Vietnam Gets Tougher on YouTube as Citizens See Anti-Government Content

  • Ralph Jennings

FILE - Signage is seen inside the YouTube Space LA offices in Los Angeles, California, Oct. 21, 2015.

Google does not comply with all of Vietnam’s requests, considering each case individually, a source close to the company said for this report.

Vietnam is squelching YouTube’s business activity after the service posted thousands of videos that the government considers inaccurate, offensive to the Communist leadership or a mechanism to lure children to gangs, official media and tech industry sources say.

Parent company Google has tried to shut down about 8,000 YouTube videos as ordered, but YouTube software doesn’t go far enough to remove others, state-controlled news outlet VnExpress International reported Wednesday. About 55,000 videos with “toxic, illegal” content remain on the site, the report says, citing the Authority of Broadcasting and Electronic Information.

Case by case

Google does not comply with all of Vietnam’s requests, considering each case individually, a source close to the company said for this report. The source said Vietnamese authorities want more content removed, faster or before being posted.

“It must be there’s probably some content on YouTube, probably to do with either Vietnamese leaders or China, and it would completely increase the country risk for Google,” said Adam McCarty, chief economist with Mekong Economics in Hanoi.

Leaders are sensitive about their public image. Many Vietnamese citizens also dislike China, a territorial rival going back centuries, and the government in Hanoi hopes to head off violent anti-China protests like a series in 2014 that targeted Chinese-owned businesses.

Steps to throttle YouTube

The Vietnamese government will block payments that Google makes for YouTube content that it considers illegal and will push Google to develop algorithms that can stop controversial videos from going live, VnExpress International said.

The Ministry of Information and Communications further ordered 60 companies, including foreign ones, to quit advertising on YouTube videos with “antigovernment content,” the news website adds. Among the would-be advertisers are Samsung, Yamaha and Huawei.

Authorities will face “challenges” in following up the advertisement ban, since YouTube places that ad automatically via its software, said Lam Nguyen, country manager with the market research firm IDC.

Google spokespeople in Asia declined comment this week.

Cybersecurity Law

Vietnam, different from its communist neighbor China, blocks neither YouTube nor other Google services. YouTube was the second-most accessed website in Vietnam last year, behind only Facebook, the news outlet says.

“There won’t be any restrictions, and that’s something they’re proud of,” said Tai Wan-ping, Southeast Asia-specialized international business professor at Cheng Shiu University in Taiwan.

But in January the country implemented a Cybersecurity Law that lets the government target specific offensive content using evidence provided by email services and social media networks including Facebook. Efforts to stop YouTube fall under that law, Nguyen said.

“It is a next step of enforcement initiatives that follow the Cybersecurity Law that went into effect early this year,” he said. “Google and YouTube among other cross-border digital platforms will begin to start feeling pressure to do compliance.”

What’s in the videos

Officials in Hanoi have not said publicly which videos it dislikes. Naming specific content would motivate more people to watch it, McCarty said.

Some videos may have shown the million-person, antigovernment street demonstrations in Hong Kong since June 9, Tai said. Vietnamese authorities do not want disgruntled people in their own country to launch protests, he added.

“They care a lot about the Hong Kong situation, because they wonder whether the matter in Hong Kong could happen in the future in Vietnam,” Tai said.

Vietnamese officials probably objected to content they felt had “libeled” the government, to so-called “fake news” and to videos posted by a charismatic male Vietnamese “gangster” who was influencing children to like him, said Trung Nguyen, international relations dean at Ho Chi Minh University of Social Sciences and Humanities.

“He became so notorious in Vietnam, and many young people follow him, and the government asked YouTube to block the channel,” Trung Nguyen said.

The government believes it has a right to demand cooperation from YouTube, since the video service gets “financial benefits” from Vietnam, he added.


What this task involves: Your answer must repeat all of the entries word for word, without any images.

*** Data under study Section Begins ***

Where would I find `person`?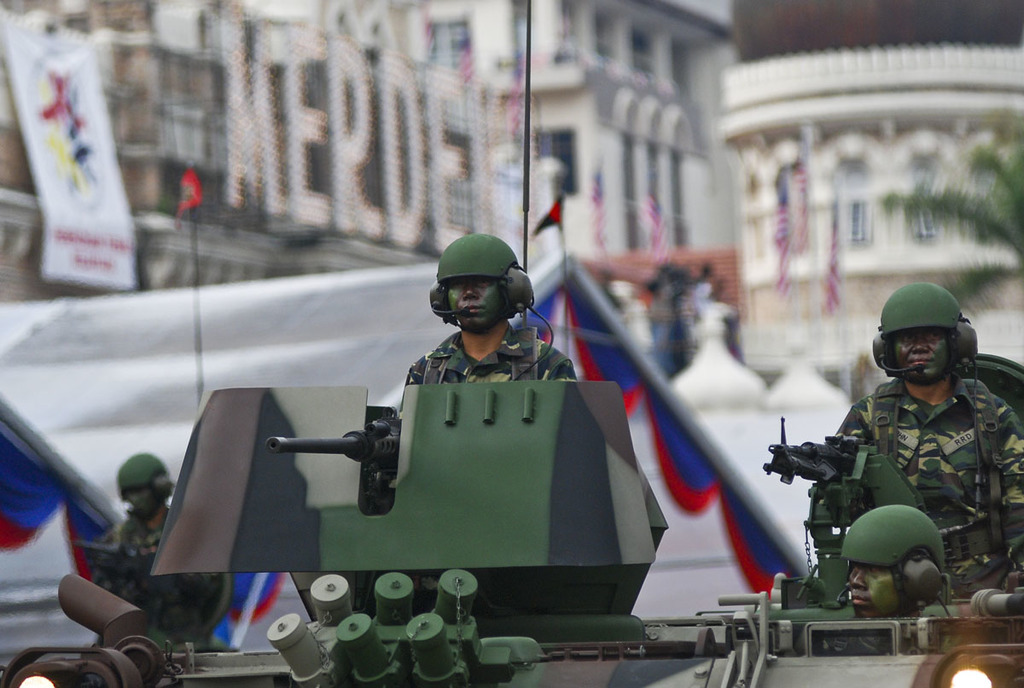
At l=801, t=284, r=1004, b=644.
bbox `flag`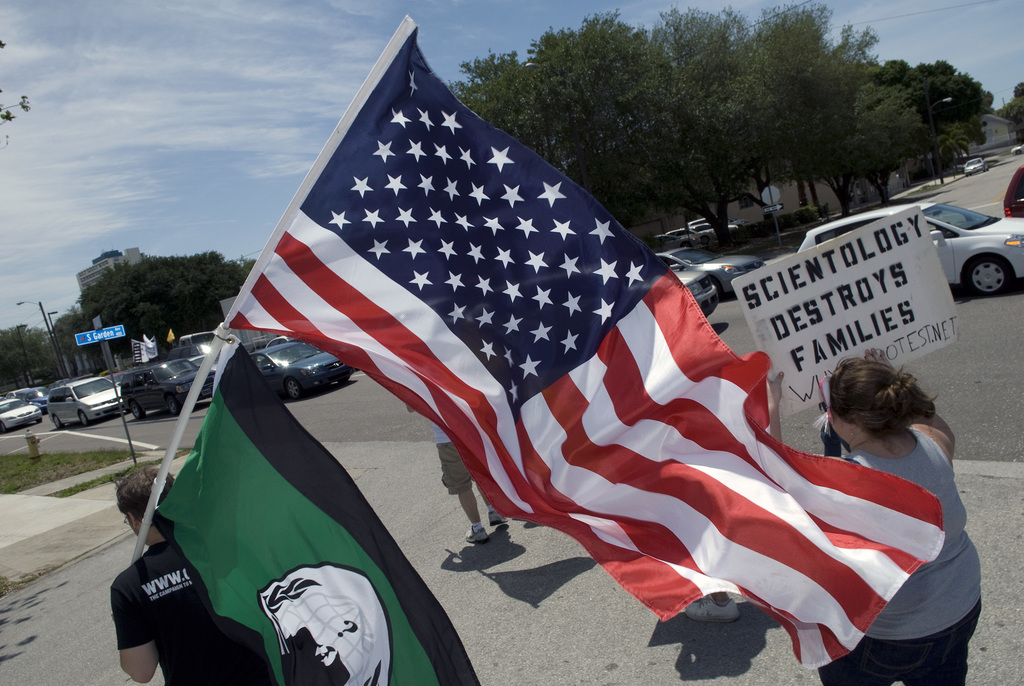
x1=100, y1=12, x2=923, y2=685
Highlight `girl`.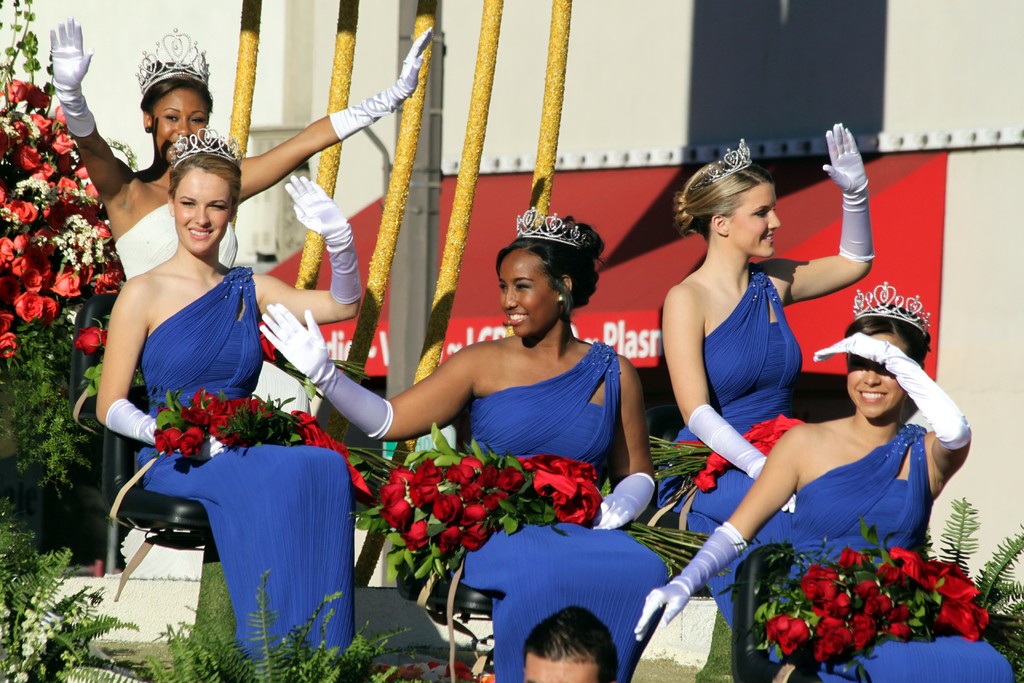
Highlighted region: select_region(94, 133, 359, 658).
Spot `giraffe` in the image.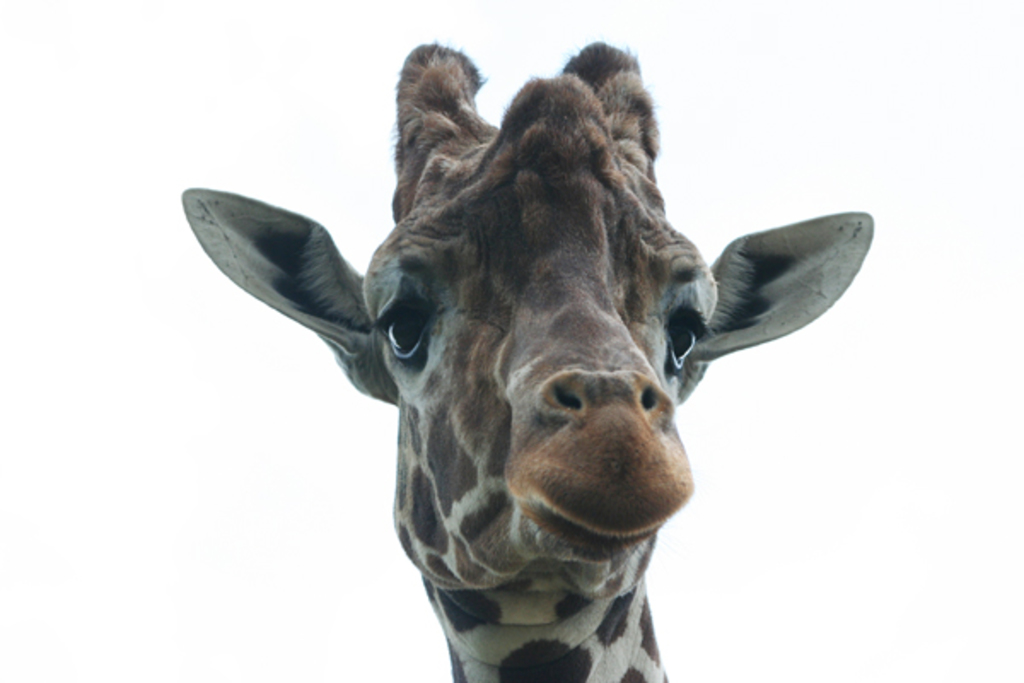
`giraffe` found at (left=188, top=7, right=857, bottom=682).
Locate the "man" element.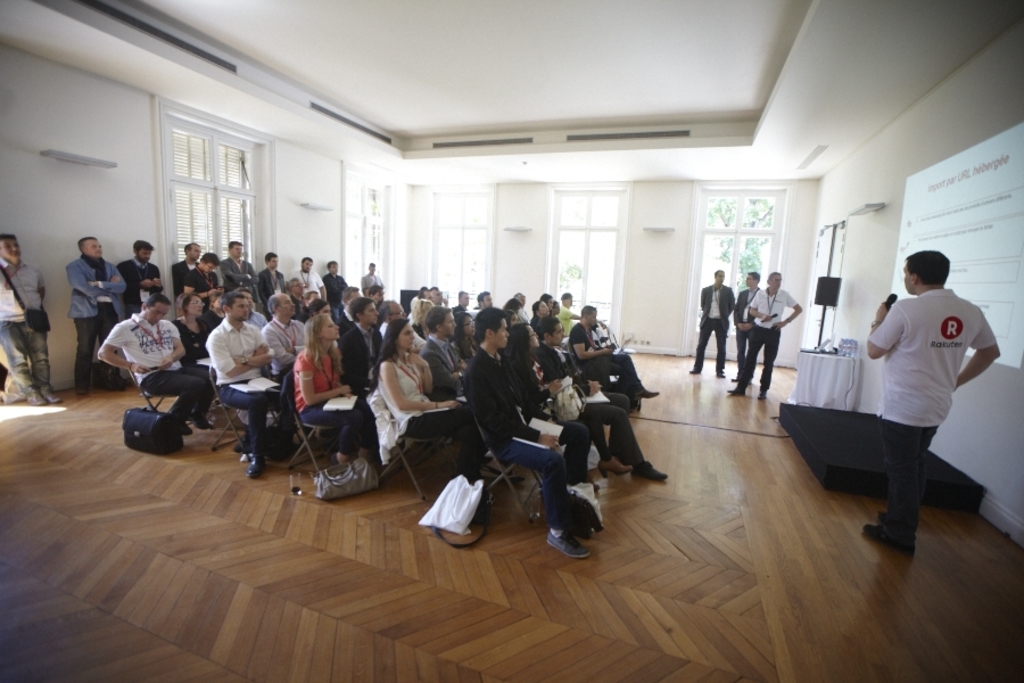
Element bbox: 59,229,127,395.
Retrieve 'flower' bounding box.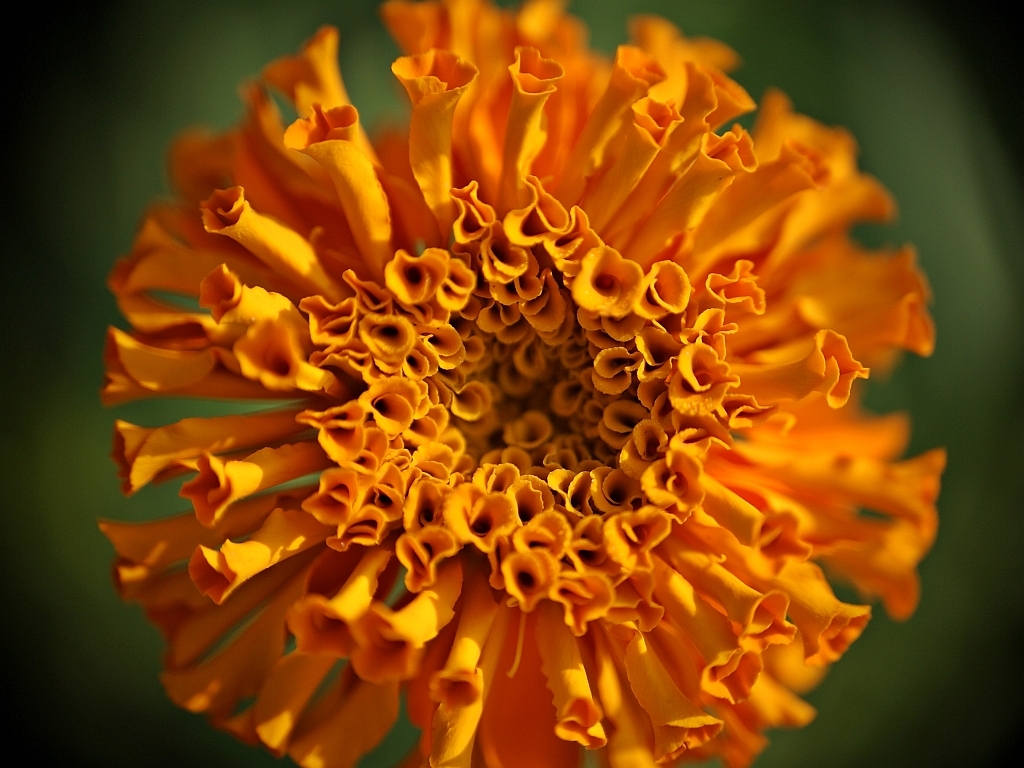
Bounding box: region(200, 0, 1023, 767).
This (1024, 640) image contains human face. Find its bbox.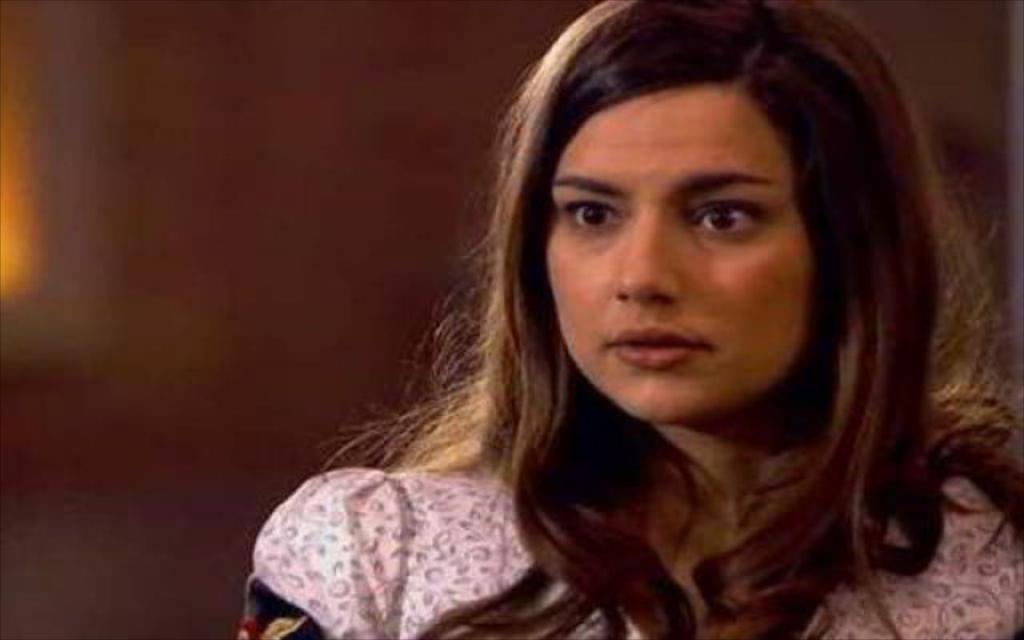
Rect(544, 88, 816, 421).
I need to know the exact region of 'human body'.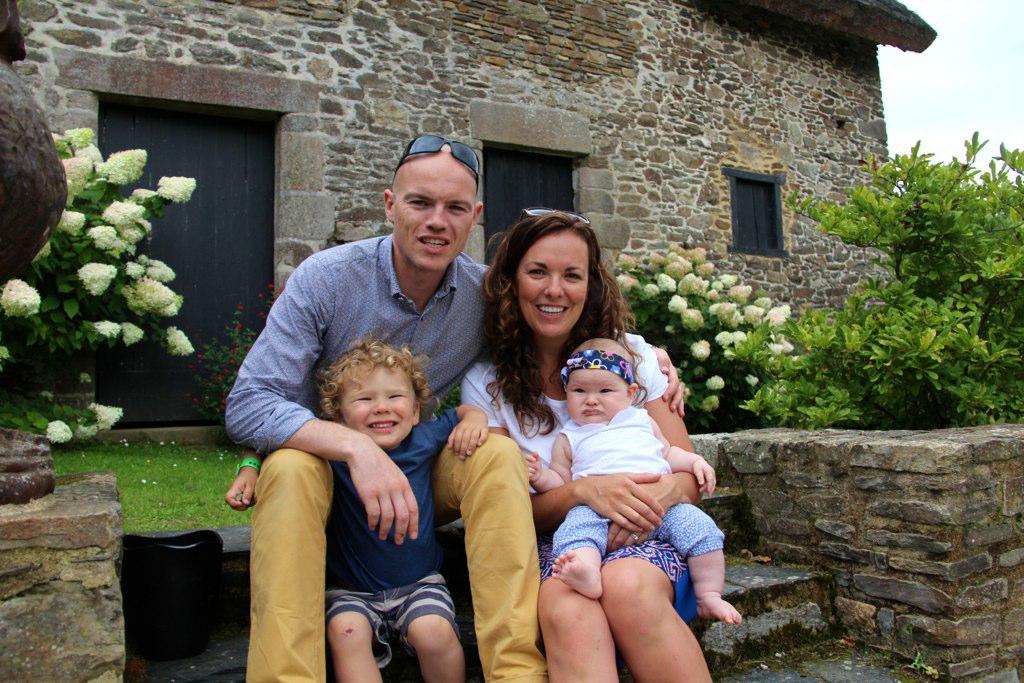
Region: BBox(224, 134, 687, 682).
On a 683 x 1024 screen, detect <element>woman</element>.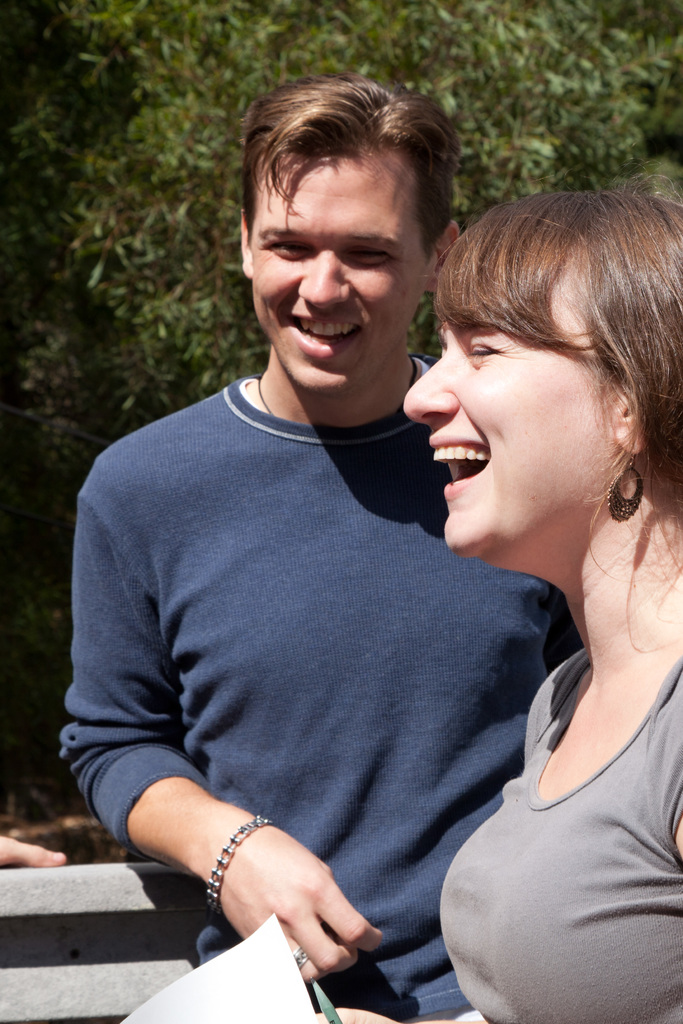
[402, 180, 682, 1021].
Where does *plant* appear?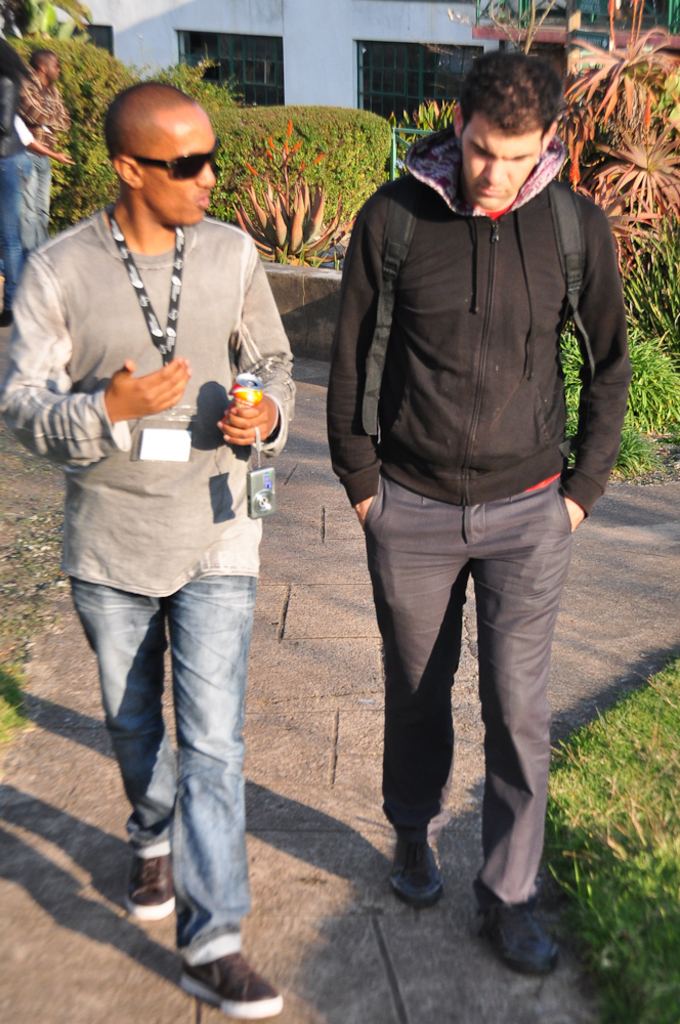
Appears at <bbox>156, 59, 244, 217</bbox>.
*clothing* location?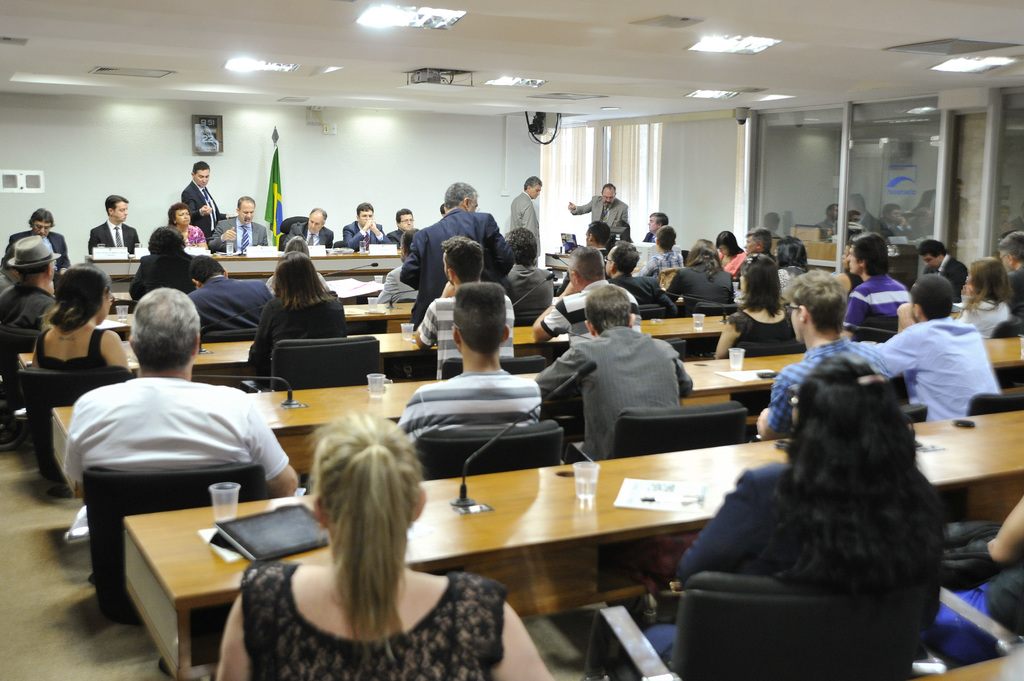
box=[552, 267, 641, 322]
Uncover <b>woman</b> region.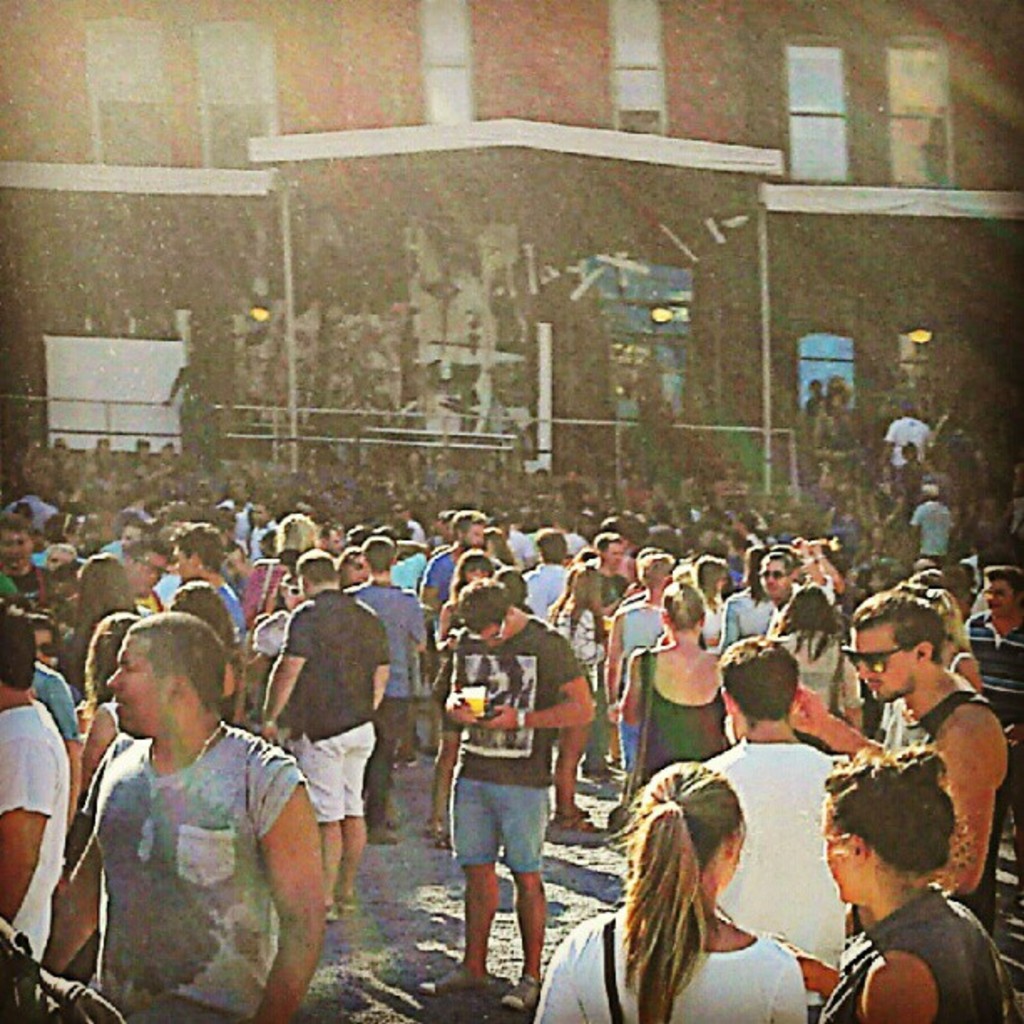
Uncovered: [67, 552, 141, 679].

*** Data under study Section Ends ***

Solution to this task:
Where would I find `person`?
At l=801, t=284, r=1004, b=644.
bbox `flag`
x1=100, y1=12, x2=923, y2=685
Highlight `girl`.
Highlighted region: select_region(94, 133, 359, 658).
Spot `giraffe` in the image.
`giraffe` found at (left=188, top=7, right=857, bottom=682).
Locate the "man" element.
Element bbox: 59,229,127,395.
Retrieve 'flower' bounding box.
Bounding box: region(200, 0, 1023, 767).
This (1024, 640) image contains human face. Find its bbox.
Rect(544, 88, 816, 421).
I need to know the exact region of 'human body'.
Region: BBox(224, 134, 687, 682).
On a 683 x 1024 screen, detect <element>woman</element>.
[402, 180, 682, 1021].
Where does *plant* appear?
Appears at <bbox>156, 59, 244, 217</bbox>.
*clothing* location?
box=[552, 267, 641, 322]
Uncover <b>woman</b> region.
Uncovered: [67, 552, 141, 679].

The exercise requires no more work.